By Paul R Salmon FCILT, FSCM

In today’s fast-moving supply chains, bad data is no longer just an inconvenience – it’s a critical threat. The old saying “garbage in, garbage out” implied poor inputs would result in equally poor outputs that could be spotted and corrected. But in the era of AI, automation, and end-to-end digital supply chains, that’s changed.

Now, flawed data doesn’t just produce bad insights – it produces decisions wrapped as facts, acted on instantly and at scale. If we don’t address this, entire supply chains risk becoming brittle, blind, and dangerously overconfident.

This is no longer a technical issue for IT teams. It’s a strategic leadership challenge that supply chain professionals cannot afford to ignore.

🛠 Why It Matters More Than Ever

Modern supply chains rely on data as their lifeblood.

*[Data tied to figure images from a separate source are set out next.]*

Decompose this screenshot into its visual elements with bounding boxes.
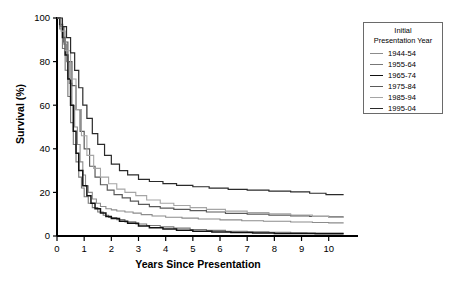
y-axis-title: Survival (%) — [14, 64, 26, 164]
legend-entries: 1944-541955-641965-741975-841985-941995-… — [366, 48, 440, 114]
legend-label: 1985-94 — [388, 92, 416, 103]
legend-label: 1965-74 — [388, 70, 416, 81]
series-line-1965-74 — [57, 18, 344, 234]
legend-item-1985-94[interactable]: 1985-94 — [366, 92, 440, 103]
y-tick-label: 80 — [39, 56, 50, 67]
x-tick-label: 4 — [163, 243, 168, 254]
legend-item-1965-74[interactable]: 1965-74 — [366, 70, 440, 81]
x-tick-label: 8 — [272, 243, 277, 254]
y-tick-label: 60 — [39, 100, 50, 111]
x-tick-label: 10 — [323, 243, 334, 254]
legend-title-line2: Presentation Year — [366, 36, 440, 46]
legend-item-1995-04[interactable]: 1995-04 — [366, 103, 440, 114]
legend-swatch-icon — [370, 53, 383, 54]
legend-title-line1: Initial — [366, 26, 440, 36]
y-tick-label: 100 — [34, 12, 50, 23]
series-line-1985-94 — [57, 18, 344, 217]
x-tick-label: 0 — [54, 243, 59, 254]
legend-item-1955-64[interactable]: 1955-64 — [366, 59, 440, 70]
y-tick-label: 40 — [39, 143, 50, 154]
legend-item-1975-84[interactable]: 1975-84 — [366, 81, 440, 92]
legend-label: 1944-54 — [388, 48, 416, 59]
x-tick-label: 9 — [299, 243, 304, 254]
legend-swatch-icon — [370, 97, 383, 98]
legend-swatch-icon — [370, 108, 383, 109]
legend-swatch-icon — [370, 64, 383, 65]
x-axis-title: Years Since Presentation — [57, 258, 339, 270]
legend-label: 1975-84 — [388, 81, 416, 92]
legend-box: Initial Presentation Year 1944-541955-64… — [363, 22, 443, 114]
legend-label: 1955-64 — [388, 59, 416, 70]
x-tick-label: 6 — [217, 243, 222, 254]
series-line-1955-64 — [57, 18, 344, 233]
figure-container: 020406080100012345678910 Survival (%) Ye… — [0, 0, 463, 282]
x-tick-label: 7 — [245, 243, 250, 254]
legend-label: 1995-04 — [388, 103, 416, 114]
x-tick-label: 5 — [190, 243, 195, 254]
legend-swatch-icon — [370, 86, 383, 87]
x-tick-label: 3 — [136, 243, 141, 254]
y-tick-label: 0 — [45, 230, 50, 241]
legend-item-1944-54[interactable]: 1944-54 — [366, 48, 440, 59]
x-tick-label: 2 — [109, 243, 114, 254]
y-tick-label: 20 — [39, 187, 50, 198]
x-tick-label: 1 — [82, 243, 87, 254]
legend-swatch-icon — [370, 75, 383, 76]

In Defence logistics, volumetric data determines how assets are packed, shipped, and stored. Get it wrong, and critical equipment may never reach the front line on time. In consumer supply chains, corrupted sales data can send inventory to the wrong locations, leaving customers empty-handed. In pharma logistics, errors in cold-chain temperature readings can compromise entire batches of life-saving drugs.

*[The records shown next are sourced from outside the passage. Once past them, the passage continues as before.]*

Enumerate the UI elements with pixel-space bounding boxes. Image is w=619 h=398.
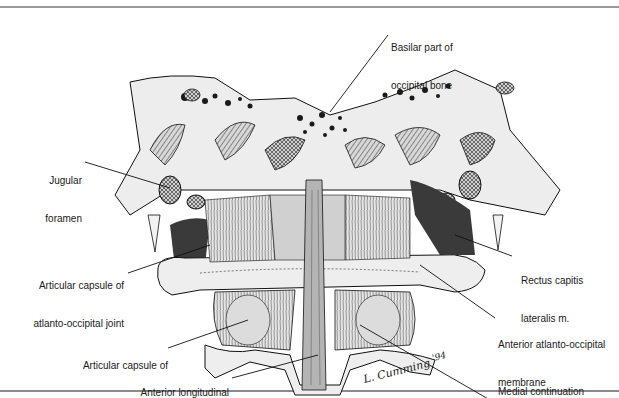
label-anterior-longitudinal-ligament: Anterior longitudinal ligament [110,362,229,398]
label-line: Basilar part of [391,42,453,55]
label-line: atlanto-occipital joint [10,318,124,331]
label-basilar-part: Basilar part of occipital bone [391,17,453,105]
label-jugular-foramen: Jugular foramen [40,150,82,238]
label-line: foramen [40,213,82,226]
signature-year: '94 [431,350,447,363]
label-medial-continuation: Medial continuation of articular capsule… [498,362,589,398]
label-line: Articular capsule of [10,280,124,293]
label-line: Jugular [40,175,82,188]
label-atlanto-occipital-capsule: Articular capsule of atlanto-occipital j… [10,255,124,343]
atlanto-occipital-capsule-left [205,195,275,262]
label-line: occipital bone [391,80,453,93]
label-line: Medial continuation [498,386,589,398]
label-line: Anterior longitudinal [110,387,229,398]
label-line: Rectus capitis [521,275,583,288]
atlanto-occipital-capsule-right [345,195,410,260]
label-line: Anterior atlanto-occipital [498,339,605,352]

When flawed data flows through automated systems, the issue isn’t just that decisions are slightly off. It’s that poor decisions are made confidently and at speed.

🚨 The Risks of ‘Facts Out’

Modern tools present outputs with clean dashboards and compelling visuals. If leaders assume these outputs are automatically correct, they fall into the trap of false certainty.

This can trigger:

✅ Cascading failures across partners and tiers

✅ Misplaced trust in systems

✅ An erosion of resilience in the face of disruption

In complex supply networks, one bad data point doesn’t stay in one place – it travels.

🧹 Fixing the Data First

To avoid this trap, supply chains must shift from focusing on outputs to managing inputs. That means:

Strong data governance – Assign ownership for critical data elements. Continuous quality checks – Validate and cleanse data at the source. Upskilling teams – Build data literacy so people question outputs, not just consume them. Partner collaboration – Demand quality from suppliers and share standards.

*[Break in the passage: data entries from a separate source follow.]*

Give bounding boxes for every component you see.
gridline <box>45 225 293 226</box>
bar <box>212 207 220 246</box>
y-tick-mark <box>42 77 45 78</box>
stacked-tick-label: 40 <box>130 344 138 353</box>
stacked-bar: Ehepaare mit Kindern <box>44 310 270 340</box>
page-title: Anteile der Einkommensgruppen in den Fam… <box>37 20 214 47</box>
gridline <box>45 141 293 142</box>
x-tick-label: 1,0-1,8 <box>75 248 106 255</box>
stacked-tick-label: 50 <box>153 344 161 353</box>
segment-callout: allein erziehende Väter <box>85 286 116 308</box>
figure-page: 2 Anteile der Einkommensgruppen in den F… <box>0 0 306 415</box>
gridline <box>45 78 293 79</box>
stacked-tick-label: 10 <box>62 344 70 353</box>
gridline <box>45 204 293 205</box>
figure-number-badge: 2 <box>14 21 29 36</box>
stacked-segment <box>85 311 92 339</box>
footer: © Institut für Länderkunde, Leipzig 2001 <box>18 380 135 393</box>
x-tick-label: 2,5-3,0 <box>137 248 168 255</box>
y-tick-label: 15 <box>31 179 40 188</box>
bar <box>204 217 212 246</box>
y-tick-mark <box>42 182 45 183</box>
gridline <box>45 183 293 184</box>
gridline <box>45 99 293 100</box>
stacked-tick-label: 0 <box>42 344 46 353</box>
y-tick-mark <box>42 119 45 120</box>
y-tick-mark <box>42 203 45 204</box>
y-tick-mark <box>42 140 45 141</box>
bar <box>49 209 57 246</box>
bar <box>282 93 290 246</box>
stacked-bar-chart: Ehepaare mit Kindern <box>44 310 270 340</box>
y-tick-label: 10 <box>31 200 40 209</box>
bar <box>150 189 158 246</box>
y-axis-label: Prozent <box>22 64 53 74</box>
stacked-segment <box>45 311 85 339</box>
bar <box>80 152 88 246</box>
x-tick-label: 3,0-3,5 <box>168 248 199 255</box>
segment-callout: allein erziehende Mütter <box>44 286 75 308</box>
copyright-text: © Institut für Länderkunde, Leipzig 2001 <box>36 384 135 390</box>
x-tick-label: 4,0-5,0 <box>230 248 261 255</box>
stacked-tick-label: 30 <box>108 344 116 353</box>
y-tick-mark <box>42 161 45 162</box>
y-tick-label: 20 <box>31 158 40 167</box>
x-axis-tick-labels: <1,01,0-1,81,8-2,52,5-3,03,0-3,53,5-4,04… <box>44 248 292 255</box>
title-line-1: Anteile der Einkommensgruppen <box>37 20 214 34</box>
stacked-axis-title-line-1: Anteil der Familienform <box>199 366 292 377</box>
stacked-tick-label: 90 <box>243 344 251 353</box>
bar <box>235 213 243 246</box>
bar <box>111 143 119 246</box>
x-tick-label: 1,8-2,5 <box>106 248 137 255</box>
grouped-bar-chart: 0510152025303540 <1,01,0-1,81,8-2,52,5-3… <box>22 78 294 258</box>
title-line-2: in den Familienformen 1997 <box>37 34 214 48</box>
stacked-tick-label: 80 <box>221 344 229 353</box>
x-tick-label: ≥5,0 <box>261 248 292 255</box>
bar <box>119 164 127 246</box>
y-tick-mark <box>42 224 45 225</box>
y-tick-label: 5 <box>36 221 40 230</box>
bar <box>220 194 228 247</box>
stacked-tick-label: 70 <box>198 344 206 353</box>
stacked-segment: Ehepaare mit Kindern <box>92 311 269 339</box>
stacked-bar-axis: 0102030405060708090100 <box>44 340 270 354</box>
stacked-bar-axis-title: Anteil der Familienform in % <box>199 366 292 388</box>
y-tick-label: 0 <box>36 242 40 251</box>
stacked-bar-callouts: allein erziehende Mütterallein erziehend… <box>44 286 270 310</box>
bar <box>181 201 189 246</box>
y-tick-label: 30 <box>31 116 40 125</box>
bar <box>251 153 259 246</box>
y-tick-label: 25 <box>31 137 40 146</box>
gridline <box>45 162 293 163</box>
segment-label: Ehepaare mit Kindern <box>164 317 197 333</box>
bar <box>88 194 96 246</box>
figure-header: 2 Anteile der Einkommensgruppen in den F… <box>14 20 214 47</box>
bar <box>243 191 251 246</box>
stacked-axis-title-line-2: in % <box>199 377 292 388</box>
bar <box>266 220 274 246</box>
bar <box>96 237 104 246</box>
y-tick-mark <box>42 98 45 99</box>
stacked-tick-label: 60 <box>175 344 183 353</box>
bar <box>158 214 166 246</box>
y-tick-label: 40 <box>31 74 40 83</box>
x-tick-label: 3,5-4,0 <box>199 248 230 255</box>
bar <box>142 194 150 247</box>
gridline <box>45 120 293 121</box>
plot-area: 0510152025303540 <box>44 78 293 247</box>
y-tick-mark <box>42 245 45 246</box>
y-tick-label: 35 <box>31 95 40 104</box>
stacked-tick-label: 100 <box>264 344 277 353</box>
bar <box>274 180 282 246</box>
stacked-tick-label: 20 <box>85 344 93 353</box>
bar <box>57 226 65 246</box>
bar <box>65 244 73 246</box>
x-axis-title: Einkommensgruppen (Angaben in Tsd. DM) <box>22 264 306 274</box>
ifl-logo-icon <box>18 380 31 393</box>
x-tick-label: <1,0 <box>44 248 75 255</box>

This isn’t just about cleaning up spreadsheets. It’s about protecting decision-making in the systems we’ve come to rely on.

🌐 A Shared Responsibility

In the words of a Defence logistician: “We don’t move parts anymore. We move data – and the parts follow.”

If the data’s wrong, everything else is too.

✅ The Bottom Line

In a world where decisions are automated, bad data doesn’t just mean bad insights anymore. It means flawed facts out – and dangerous consequences.

💡 Supply chain leaders must act now. Fix the data. Build trust in your systems. Protect your decisions.

📣 Join the Conversation

Are you confident in your supply chain’s data? Or are you unknowingly building decisions on flawed foundations?

👉 Share your experience in the Supply Chain Council community. Let’s work together to set the standards for data-driven, resilient, and future-ready supply chains.